Sunday, August 5, 2012

Book review: Miss Smilla's Feeling for Snow

Miss Smilla's Feeling for Snow/Smilla's Sense of Snow by Peter Hoeg.

Smilla Jaspersen thinks more highly of snow and ice than she does of love. When her six year old neighbour falls to his death she is convinced that his death was the result of foul play and not an accident as the police believe. As a Greenlander, Smilla has always felt at odds with her new home in Denmark, and she is lead back to the icy frontier of her roots as she begins to unravel the mystery surrounding the boy's death. 

This book is hard to categorize, and describe. At times it sweeps the reader away on achingly beautiful and poetic descriptions, there's a real sense of atmosphere - ice becomes a character of its own, and the cold seeps out of the pages. And then in the turn of the page there is a clunkiness to the prose that grates and made me feel like something had been lost in translation. (The book was originally written in Danish).

Smilla is at turns, provocative, with an inner strength that is admirable as she hunts for the truth, and then at other times her motivations are a mystery, or she utters something that seems just plain... odd. She portrays a sense of aloofness, a disconnection with the world around her which at the beginning was interesting, but by the end I felt like her voice had been lost a little. The plot too, at this point seemed to ramp up to 'the big reveal' only for it to feel forced and the ending rushed and incomplete.  I also remember feeling this way about the film adaptation that I watched many years ago - there is very little I remember about the film actually (except that Gabriel Byrne starred) but I do recall a sense of disbelief that the ending 'went there'.

That being said, the setting was incredibly fascinating. The 'sense of snow' was incredibly evocative and exotic. We, in New Zealand, have one word for snow - the Inuit people have so many - Smilla's gift for the ice was probably the thing that held the book together for me. I didn't know anything about Denmarks's relationship with Greenland and the issues globalisation has caused there - so that too was something I enjoyed learning more about.

I have a suspicion that this book will linger in my mind for a long time, but I don't think I will be rushing to reread. I gave it 3/5 stars. 


1001 books to read before you die #157

1 comment:

  1. I loved the writing,but I agree, Aliens? Really? Not at all necessary.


Exercise aim –
From the entries, return every line where the string "boundary" shows up.

^^^^^^^^

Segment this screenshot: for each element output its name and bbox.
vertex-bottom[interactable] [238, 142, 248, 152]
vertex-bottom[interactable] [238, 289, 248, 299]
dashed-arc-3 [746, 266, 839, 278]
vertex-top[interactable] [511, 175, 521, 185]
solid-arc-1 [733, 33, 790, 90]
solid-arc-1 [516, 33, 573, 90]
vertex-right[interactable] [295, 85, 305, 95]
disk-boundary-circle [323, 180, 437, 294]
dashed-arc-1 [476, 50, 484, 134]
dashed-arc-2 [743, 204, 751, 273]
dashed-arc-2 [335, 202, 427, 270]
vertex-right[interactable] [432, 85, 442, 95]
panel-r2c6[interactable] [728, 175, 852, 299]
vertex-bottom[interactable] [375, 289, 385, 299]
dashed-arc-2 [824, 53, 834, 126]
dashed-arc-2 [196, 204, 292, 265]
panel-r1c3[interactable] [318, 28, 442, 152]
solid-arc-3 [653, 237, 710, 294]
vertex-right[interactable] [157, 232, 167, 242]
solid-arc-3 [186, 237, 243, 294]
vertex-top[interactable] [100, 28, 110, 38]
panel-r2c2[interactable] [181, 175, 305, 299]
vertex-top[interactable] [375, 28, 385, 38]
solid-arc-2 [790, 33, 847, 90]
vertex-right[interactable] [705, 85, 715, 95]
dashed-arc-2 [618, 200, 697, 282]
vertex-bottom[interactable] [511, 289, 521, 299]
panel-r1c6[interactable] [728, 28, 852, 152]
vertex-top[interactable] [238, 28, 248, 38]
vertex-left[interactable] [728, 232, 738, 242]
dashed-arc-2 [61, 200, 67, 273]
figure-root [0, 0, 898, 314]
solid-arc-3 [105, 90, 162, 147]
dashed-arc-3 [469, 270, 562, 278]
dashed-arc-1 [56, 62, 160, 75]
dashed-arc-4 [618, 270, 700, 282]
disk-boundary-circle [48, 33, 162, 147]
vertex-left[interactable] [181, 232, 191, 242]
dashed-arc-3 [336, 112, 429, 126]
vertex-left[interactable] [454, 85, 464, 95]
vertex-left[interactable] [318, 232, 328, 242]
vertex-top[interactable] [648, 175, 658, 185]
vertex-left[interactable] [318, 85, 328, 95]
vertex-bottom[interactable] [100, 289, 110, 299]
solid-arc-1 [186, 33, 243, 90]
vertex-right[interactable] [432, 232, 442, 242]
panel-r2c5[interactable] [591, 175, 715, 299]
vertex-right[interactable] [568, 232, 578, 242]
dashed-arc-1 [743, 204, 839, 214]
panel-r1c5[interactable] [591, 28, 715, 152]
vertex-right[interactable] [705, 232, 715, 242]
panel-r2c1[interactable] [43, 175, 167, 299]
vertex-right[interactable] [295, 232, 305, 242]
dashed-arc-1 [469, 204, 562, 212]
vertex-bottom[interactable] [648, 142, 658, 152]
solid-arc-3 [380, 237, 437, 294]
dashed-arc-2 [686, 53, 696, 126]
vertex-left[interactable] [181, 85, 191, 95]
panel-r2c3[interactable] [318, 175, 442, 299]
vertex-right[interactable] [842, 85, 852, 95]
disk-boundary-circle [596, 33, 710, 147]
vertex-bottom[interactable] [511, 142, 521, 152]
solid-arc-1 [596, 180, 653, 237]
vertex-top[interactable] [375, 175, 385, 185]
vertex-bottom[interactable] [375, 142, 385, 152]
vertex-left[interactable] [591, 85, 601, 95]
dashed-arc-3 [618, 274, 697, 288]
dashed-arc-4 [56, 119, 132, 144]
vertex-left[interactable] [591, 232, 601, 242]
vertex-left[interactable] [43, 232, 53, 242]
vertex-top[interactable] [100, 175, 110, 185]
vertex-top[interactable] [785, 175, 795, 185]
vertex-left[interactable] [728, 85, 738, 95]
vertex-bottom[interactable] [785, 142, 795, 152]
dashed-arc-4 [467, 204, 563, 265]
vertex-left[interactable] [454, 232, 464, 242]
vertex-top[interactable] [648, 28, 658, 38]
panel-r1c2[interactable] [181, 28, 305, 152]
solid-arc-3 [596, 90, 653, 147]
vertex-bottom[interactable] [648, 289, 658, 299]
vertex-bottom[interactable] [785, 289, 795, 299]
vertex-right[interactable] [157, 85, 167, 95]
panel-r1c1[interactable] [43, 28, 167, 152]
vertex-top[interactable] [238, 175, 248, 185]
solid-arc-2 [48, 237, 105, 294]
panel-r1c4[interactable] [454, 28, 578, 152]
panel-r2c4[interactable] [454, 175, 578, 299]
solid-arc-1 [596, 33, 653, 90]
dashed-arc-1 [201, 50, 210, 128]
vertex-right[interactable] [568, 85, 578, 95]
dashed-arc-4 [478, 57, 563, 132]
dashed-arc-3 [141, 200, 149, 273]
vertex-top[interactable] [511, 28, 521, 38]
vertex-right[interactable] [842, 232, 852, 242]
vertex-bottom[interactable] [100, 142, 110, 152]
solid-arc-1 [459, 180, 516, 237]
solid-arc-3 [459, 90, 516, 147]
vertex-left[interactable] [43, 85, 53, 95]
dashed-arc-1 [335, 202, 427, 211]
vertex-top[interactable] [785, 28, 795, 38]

^^^^^^^^

Exercise result –
disk-boundary-circle [323, 180, 437, 294]
disk-boundary-circle [48, 33, 162, 147]
disk-boundary-circle [596, 33, 710, 147]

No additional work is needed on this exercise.